Workspace Weekly: Historic Date Ranges in the Power BI Template
September 2, 2025
Our Workspace Weekly series is all about practical value, and this week delivers. The Login Enterprise Power BI template (preview) now supports historic Start Date and End Date selection, so you can load an exact time window rather than only “days back” from today.
This unlocks backfills, fixed-window reporting, and clean A/B comparisons across specific periods. Kudos to Matt Schmitt here at Login VSI for shipping a simple change that creates a lot of power. Repo: LE-PBI-Connector
What’s new
When you open the .pbit template, you can choose a Start Date and an End Date. The old behavior still works if you prefer “days back” method. The feature is currently in preview, so please try it and share feedback.
Try it in a few clicks
- Download the connector and template from the repo: LE-PBI-Connector
- Put LE-PBI-Connector.mez in Documents\Power BI Desktop\Custom Connectors (create the folder if needed).
- In Power BI Desktop, allow custom connectors in Options > Security > Data Extensions, then restart.
- Open the .pbit, enter your FQDN, your API token, and now select Start Date and End Date, then load your data.
- Publish and set up a gateway if you want a scheduled refresh later.
Benefits and value
- Load exact historical windows for audits, QBRs, or incident reviews.
- Run true A/B comparisons on fixed periods, not just “until today”.
- Validate changes, for example group policy, security agents, image updates, hardware shifts, or cloud instance types.
- Track trends without drift, align reports to calendar weeks or months.
- Reduce guesswork, focus on precise problems, show outcomes clearly to stakeholders.
Think of the possibilities
Imagine you are the owner responsible for performance and user experience. With the updated template, you can line up two or more exact windows and answer questions quickly: did the security agent update cause a latency rise, did the new image speed up logons, did the cloud move affect EUX under load?
By selecting historical ranges, you can verify SLAs with confidence, prove there was no regression, or pinpoint when the curve began to bend. Open multiple Power BI windows at once, each with a different date range, and your comparisons become obvious, which helps quantify ROI and guide next steps.

Figure 1:
A four-quadrant desktop view with four Power BI windows, each set to a sequential two-week period of the same Continuous test. The EUX score trend is shown in each window, making side-by-side comparisons across the month straightforward.
Beyond a single test, you can compare different test types and datasets at the same time. For example, put Continuous Testing in one window, EUX Overview in another, Apps Overview in a third, and Logon Metrics in a fourth, all over the same historical span. In production, maybe one desktop group received an annual Windows upgrade, and users reported slower performance afterward. With historical windows, you can confirm or disprove the correlation by inspecting EUX, logon metrics, and app timings across matching periods.

Figure 2:
A four-quadrant desktop view with four Power BI windows, each two weeks, but mixing scenarios: Continuous Testing, Session Metrics, Logon Metrics, and EUX Overview. Historic access across multiple views turns you into a super-analyst.
Remember, you can also explore Application Testing, EUX results, Logon metrics, Application results (workloads), and Session Metrics historically, not just Continuous or Load tests.
Give it a try and unleash its power!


WHAT YOU WILL DO: Within the records that follow, find every line containing the string "Expected". Copy those lines.

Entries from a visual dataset
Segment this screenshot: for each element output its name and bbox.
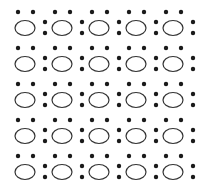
side-dot <box>191 92 195 96</box>
side-dot <box>80 92 84 96</box>
top-dot <box>16 10 20 14</box>
ellipse-shape <box>89 93 109 108</box>
top-dot <box>53 118 57 122</box>
side-dot <box>43 67 47 71</box>
side-dot <box>191 56 195 60</box>
ellipse-shape <box>89 57 109 72</box>
ellipse-shape <box>52 129 72 144</box>
ellipse-shape <box>15 21 35 36</box>
side-dot <box>43 175 47 179</box>
top-dot <box>90 82 94 86</box>
top-dot <box>90 118 94 122</box>
side-dot <box>154 164 158 168</box>
side-dot <box>117 67 121 71</box>
side-dot <box>117 139 121 143</box>
side-dot <box>80 20 84 24</box>
top-dot <box>142 46 146 50</box>
side-dot <box>154 67 158 71</box>
side-dot <box>117 175 121 179</box>
top-dot <box>68 10 72 14</box>
top-dot <box>53 154 57 158</box>
top-dot <box>127 82 131 86</box>
top-dot <box>179 154 183 158</box>
side-dot <box>191 164 195 168</box>
ellipse-shape <box>163 21 183 36</box>
side-dot <box>191 31 195 35</box>
ellipse-shape <box>15 165 35 180</box>
top-dot <box>68 118 72 122</box>
top-dot <box>105 46 109 50</box>
top-dot <box>31 82 35 86</box>
side-dot <box>43 92 47 96</box>
top-dot <box>142 10 146 14</box>
side-dot <box>43 128 47 132</box>
side-dot <box>80 175 84 179</box>
top-dot <box>179 46 183 50</box>
ellipse-shape <box>163 129 183 144</box>
top-dot <box>90 154 94 158</box>
side-dot <box>191 128 195 132</box>
ellipse-shape <box>126 129 146 144</box>
side-dot <box>80 128 84 132</box>
side-dot <box>43 139 47 143</box>
ellipse-shape <box>126 21 146 36</box>
top-dot <box>179 118 183 122</box>
side-dot <box>117 31 121 35</box>
side-dot <box>117 56 121 60</box>
top-dot <box>31 10 35 14</box>
side-dot <box>154 20 158 24</box>
side-dot <box>154 31 158 35</box>
ellipse-shape <box>15 129 35 144</box>
side-dot <box>154 175 158 179</box>
side-dot <box>80 139 84 143</box>
top-dot <box>53 46 57 50</box>
top-dot <box>179 10 183 14</box>
side-dot <box>80 31 84 35</box>
side-dot <box>80 164 84 168</box>
side-dot <box>117 20 121 24</box>
top-dot <box>164 154 168 158</box>
side-dot <box>154 139 158 143</box>
top-dot <box>105 82 109 86</box>
top-dot <box>105 154 109 158</box>
top-dot <box>164 46 168 50</box>
top-dot <box>127 46 131 50</box>
ellipse-shape <box>52 165 72 180</box>
top-dot <box>179 82 183 86</box>
top-dot <box>90 10 94 14</box>
side-dot <box>117 164 121 168</box>
side-dot <box>80 56 84 60</box>
top-dot <box>31 46 35 50</box>
ellipse-shape <box>15 57 35 72</box>
top-dot <box>142 154 146 158</box>
side-dot <box>191 67 195 71</box>
top-dot <box>127 118 131 122</box>
side-dot <box>191 20 195 24</box>
top-dot <box>90 46 94 50</box>
ellipse-shape <box>163 93 183 108</box>
side-dot <box>191 175 195 179</box>
top-dot <box>127 10 131 14</box>
side-dot <box>43 31 47 35</box>
side-dot <box>43 20 47 24</box>
top-dot <box>164 82 168 86</box>
side-dot <box>80 103 84 107</box>
side-dot <box>154 103 158 107</box>
top-dot <box>68 154 72 158</box>
side-dot <box>117 103 121 107</box>
top-dot <box>31 118 35 122</box>
side-dot <box>191 103 195 107</box>
side-dot <box>117 128 121 132</box>
top-dot <box>105 10 109 14</box>
top-dot <box>68 82 72 86</box>
top-dot <box>16 118 20 122</box>
dot-ellipse-pattern <box>0 0 222 182</box>
top-dot <box>127 154 131 158</box>
top-dot <box>53 82 57 86</box>
top-dot <box>31 154 35 158</box>
ellipse-shape <box>163 165 183 180</box>
top-dot <box>105 118 109 122</box>
top-dot <box>68 46 72 50</box>
side-dot <box>43 56 47 60</box>
side-dot <box>117 92 121 96</box>
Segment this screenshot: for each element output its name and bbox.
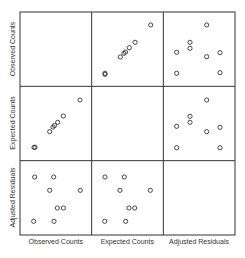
y-label-observed-counts: Observed Counts xyxy=(9,21,16,76)
y-label-adjusted-residuals: Adjusted Residuals xyxy=(9,167,17,227)
x-label-observed-counts: Observed Counts xyxy=(29,238,84,245)
x-label-adjusted-residuals: Adjusted Residuals xyxy=(169,238,229,246)
y-label-expected-counts: Expected Counts xyxy=(9,96,17,150)
x-label-expected-counts: Expected Counts xyxy=(101,238,155,246)
scatterplot-matrix: Observed Counts Expected Counts Adjusted… xyxy=(0,0,245,258)
background xyxy=(0,0,245,258)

ANSWER TO THE PROBLEM:
y-label-expected-counts: Expected Counts xyxy=(9,96,17,150)
x-label-expected-counts: Expected Counts xyxy=(101,238,155,246)
scatterplot-matrix: Observed Counts Expected Counts Adjusted… xyxy=(0,0,245,258)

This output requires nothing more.